======== RECORDS FOR PROCESSING ========

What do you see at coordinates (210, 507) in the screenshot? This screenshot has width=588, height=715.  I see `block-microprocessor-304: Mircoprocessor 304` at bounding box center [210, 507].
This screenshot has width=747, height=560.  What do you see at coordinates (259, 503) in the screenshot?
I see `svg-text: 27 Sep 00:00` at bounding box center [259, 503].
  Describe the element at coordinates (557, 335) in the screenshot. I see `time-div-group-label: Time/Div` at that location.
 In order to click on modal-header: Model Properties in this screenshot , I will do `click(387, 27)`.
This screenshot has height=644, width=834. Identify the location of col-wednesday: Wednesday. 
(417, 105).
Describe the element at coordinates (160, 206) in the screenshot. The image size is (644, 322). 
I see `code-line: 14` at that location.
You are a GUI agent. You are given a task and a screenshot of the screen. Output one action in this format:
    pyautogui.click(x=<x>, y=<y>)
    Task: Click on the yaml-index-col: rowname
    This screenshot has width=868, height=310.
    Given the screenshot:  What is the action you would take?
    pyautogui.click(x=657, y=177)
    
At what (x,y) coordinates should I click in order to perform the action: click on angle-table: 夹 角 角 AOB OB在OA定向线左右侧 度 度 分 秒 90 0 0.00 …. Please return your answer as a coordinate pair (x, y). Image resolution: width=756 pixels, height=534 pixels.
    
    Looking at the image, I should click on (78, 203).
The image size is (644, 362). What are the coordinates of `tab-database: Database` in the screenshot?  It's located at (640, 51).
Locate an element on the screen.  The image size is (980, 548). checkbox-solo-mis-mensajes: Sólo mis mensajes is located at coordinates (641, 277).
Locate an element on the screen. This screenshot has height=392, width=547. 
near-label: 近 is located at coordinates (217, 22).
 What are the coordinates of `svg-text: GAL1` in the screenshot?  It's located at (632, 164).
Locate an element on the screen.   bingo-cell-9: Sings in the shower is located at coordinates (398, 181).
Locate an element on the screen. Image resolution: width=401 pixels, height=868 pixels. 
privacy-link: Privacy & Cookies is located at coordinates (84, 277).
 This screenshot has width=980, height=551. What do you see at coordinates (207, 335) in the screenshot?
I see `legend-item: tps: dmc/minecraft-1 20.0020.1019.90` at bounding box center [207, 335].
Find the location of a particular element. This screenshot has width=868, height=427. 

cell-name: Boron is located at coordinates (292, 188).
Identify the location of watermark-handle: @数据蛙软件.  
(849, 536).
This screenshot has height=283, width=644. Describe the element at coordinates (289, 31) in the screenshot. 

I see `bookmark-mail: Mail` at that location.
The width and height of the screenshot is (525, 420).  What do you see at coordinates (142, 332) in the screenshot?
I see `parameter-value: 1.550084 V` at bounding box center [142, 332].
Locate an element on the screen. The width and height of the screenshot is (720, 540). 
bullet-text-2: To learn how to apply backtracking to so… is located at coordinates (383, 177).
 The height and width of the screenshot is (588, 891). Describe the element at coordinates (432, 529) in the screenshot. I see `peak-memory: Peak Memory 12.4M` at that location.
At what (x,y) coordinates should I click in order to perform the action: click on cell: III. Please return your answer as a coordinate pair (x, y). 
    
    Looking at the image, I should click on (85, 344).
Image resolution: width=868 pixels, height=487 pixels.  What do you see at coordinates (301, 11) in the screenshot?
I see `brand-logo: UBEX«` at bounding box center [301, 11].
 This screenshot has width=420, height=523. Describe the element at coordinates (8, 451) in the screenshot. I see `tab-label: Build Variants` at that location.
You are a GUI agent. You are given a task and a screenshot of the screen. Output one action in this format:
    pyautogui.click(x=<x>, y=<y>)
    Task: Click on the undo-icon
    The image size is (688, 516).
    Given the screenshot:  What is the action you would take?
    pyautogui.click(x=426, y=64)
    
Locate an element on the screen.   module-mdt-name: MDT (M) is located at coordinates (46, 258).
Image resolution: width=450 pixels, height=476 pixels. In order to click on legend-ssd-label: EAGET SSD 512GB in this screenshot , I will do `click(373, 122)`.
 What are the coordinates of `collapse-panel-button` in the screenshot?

========

WHAT IS REQUIRED =>
Copy the records above exactly as written.

THE COMPLETED TASK =>
What do you see at coordinates (210, 507) in the screenshot? This screenshot has width=588, height=715.  I see `block-microprocessor-304: Mircoprocessor 304` at bounding box center [210, 507].
This screenshot has width=747, height=560.  What do you see at coordinates (259, 503) in the screenshot?
I see `svg-text: 27 Sep 00:00` at bounding box center [259, 503].
  Describe the element at coordinates (557, 335) in the screenshot. I see `time-div-group-label: Time/Div` at that location.
 In order to click on modal-header: Model Properties in this screenshot , I will do `click(387, 27)`.
This screenshot has height=644, width=834. Identify the location of col-wednesday: Wednesday. 
(417, 105).
Describe the element at coordinates (160, 206) in the screenshot. The image size is (644, 322). 
I see `code-line: 14` at that location.
You are a GUI agent. You are given a task and a screenshot of the screen. Output one action in this format:
    pyautogui.click(x=<x>, y=<y>)
    Task: Click on the yaml-index-col: rowname
    This screenshot has width=868, height=310.
    Given the screenshot:  What is the action you would take?
    pyautogui.click(x=657, y=177)
    
At what (x,y) coordinates should I click in order to perform the action: click on angle-table: 夹 角 角 AOB OB在OA定向线左右侧 度 度 分 秒 90 0 0.00 …. Please return your answer as a coordinate pair (x, y). Image resolution: width=756 pixels, height=534 pixels.
    
    Looking at the image, I should click on (78, 203).
The image size is (644, 362). What are the coordinates of `tab-database: Database` in the screenshot?  It's located at (640, 51).
Locate an element on the screen.  The image size is (980, 548). checkbox-solo-mis-mensajes: Sólo mis mensajes is located at coordinates (641, 277).
Locate an element on the screen. This screenshot has height=392, width=547. 
near-label: 近 is located at coordinates (217, 22).
 What are the coordinates of `svg-text: GAL1` in the screenshot?  It's located at (632, 164).
Locate an element on the screen.   bingo-cell-9: Sings in the shower is located at coordinates (398, 181).
Locate an element on the screen. Image resolution: width=401 pixels, height=868 pixels. 
privacy-link: Privacy & Cookies is located at coordinates (84, 277).
 This screenshot has width=980, height=551. What do you see at coordinates (207, 335) in the screenshot?
I see `legend-item: tps: dmc/minecraft-1 20.0020.1019.90` at bounding box center [207, 335].
Find the location of a particular element. This screenshot has width=868, height=427. 

cell-name: Boron is located at coordinates (292, 188).
Identify the location of watermark-handle: @数据蛙软件.  
(849, 536).
This screenshot has height=283, width=644. Describe the element at coordinates (289, 31) in the screenshot. 

I see `bookmark-mail: Mail` at that location.
The width and height of the screenshot is (525, 420).  What do you see at coordinates (142, 332) in the screenshot?
I see `parameter-value: 1.550084 V` at bounding box center [142, 332].
Locate an element on the screen. The width and height of the screenshot is (720, 540). 
bullet-text-2: To learn how to apply backtracking to so… is located at coordinates (383, 177).
 The height and width of the screenshot is (588, 891). Describe the element at coordinates (432, 529) in the screenshot. I see `peak-memory: Peak Memory 12.4M` at that location.
At what (x,y) coordinates should I click in order to perform the action: click on cell: III. Please return your answer as a coordinate pair (x, y). 
    
    Looking at the image, I should click on (85, 344).
Image resolution: width=868 pixels, height=487 pixels.  What do you see at coordinates (301, 11) in the screenshot?
I see `brand-logo: UBEX«` at bounding box center [301, 11].
 This screenshot has width=420, height=523. Describe the element at coordinates (8, 451) in the screenshot. I see `tab-label: Build Variants` at that location.
You are a GUI agent. You are given a task and a screenshot of the screen. Output one action in this format:
    pyautogui.click(x=<x>, y=<y>)
    Task: Click on the undo-icon
    The image size is (688, 516).
    Given the screenshot:  What is the action you would take?
    pyautogui.click(x=426, y=64)
    
Locate an element on the screen.   module-mdt-name: MDT (M) is located at coordinates (46, 258).
Image resolution: width=450 pixels, height=476 pixels. In order to click on legend-ssd-label: EAGET SSD 512GB in this screenshot , I will do `click(373, 122)`.
 What are the coordinates of `collapse-panel-button` in the screenshot?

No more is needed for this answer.